FRENCH NAVIGATORS, I

Amongst the most interesting particulars contained in two large 4to volumes, we must mention those relating to the Canary Islands and their ancient inhabitants the Serères and Yolof, on Iceland, and the accurate remarks made by Verdun upon the subject of the meridian of Faroe Islands.

"It was the most easterly meridian of these islands," he says, "that Ptolemy chose for the first meridian. It would doubtless have been easy for him to have selected Alexandria for the first meridian; but this great man was aware that such a choice would bring no real honour to his country, that Rome and other ambitious towns might covet this imaginary glory, that every geographer, every narrator of voyages, arbitrarily choosing his own meridian, would engender confusion or at least embarrassment in the mind of the reader."

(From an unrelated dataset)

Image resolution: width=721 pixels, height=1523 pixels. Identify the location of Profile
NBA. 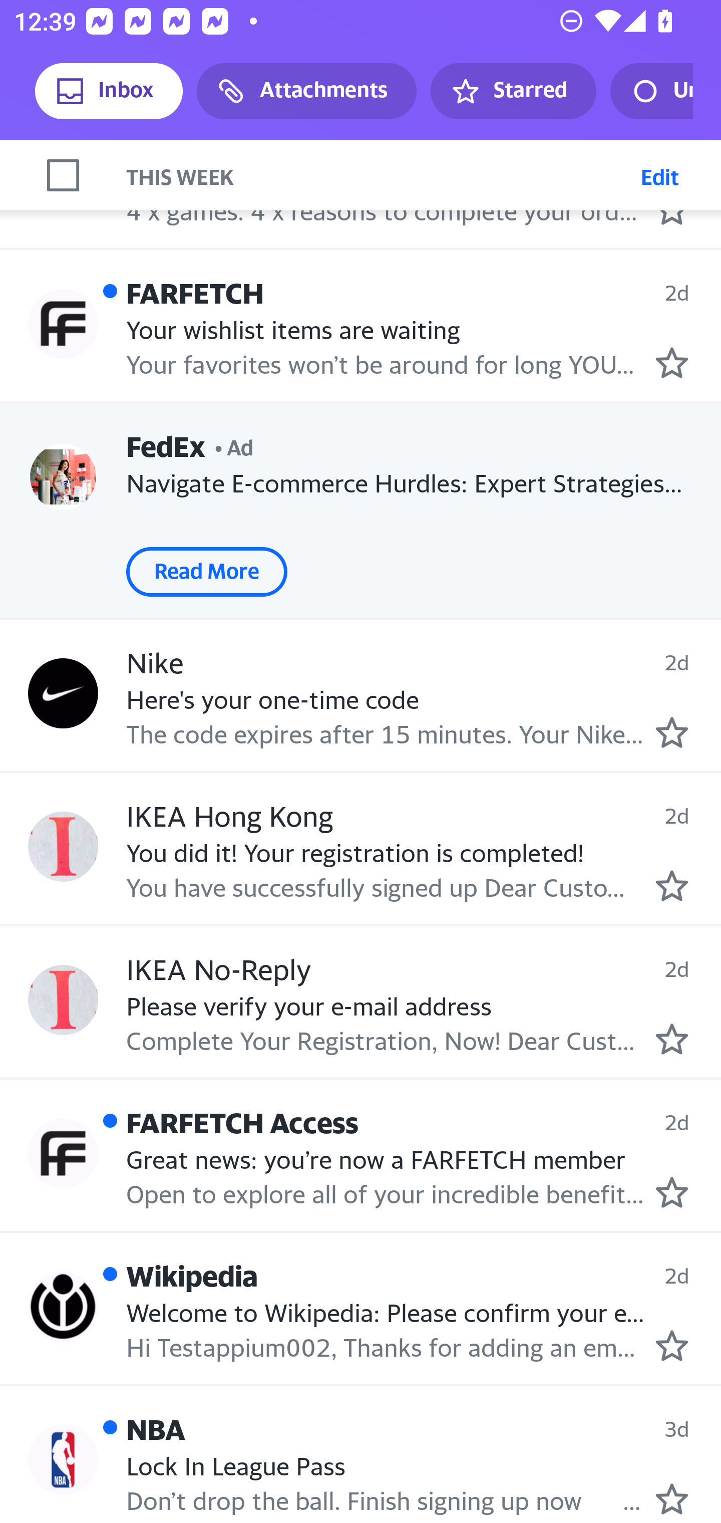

Clearly Verdun regarded the question of the first meridian from a high standpoint, as all really disinterested minds still do. It gives him yet another claim to our sympathy.

Let us conclude with a quotation from this author: "The watches came out of the contest with honour. They had borne heat and cold, they had been becalmed, they had endured shocks as well as the vessel which carried them when it was wrecked at Antigua, and when it received charges of artillery. In a word, they fulfilled the hopes we had indulged, they deserve the confidence of navigators, and lastly they are of great service in the determination of longitude at sea."

The solution of the problem was found!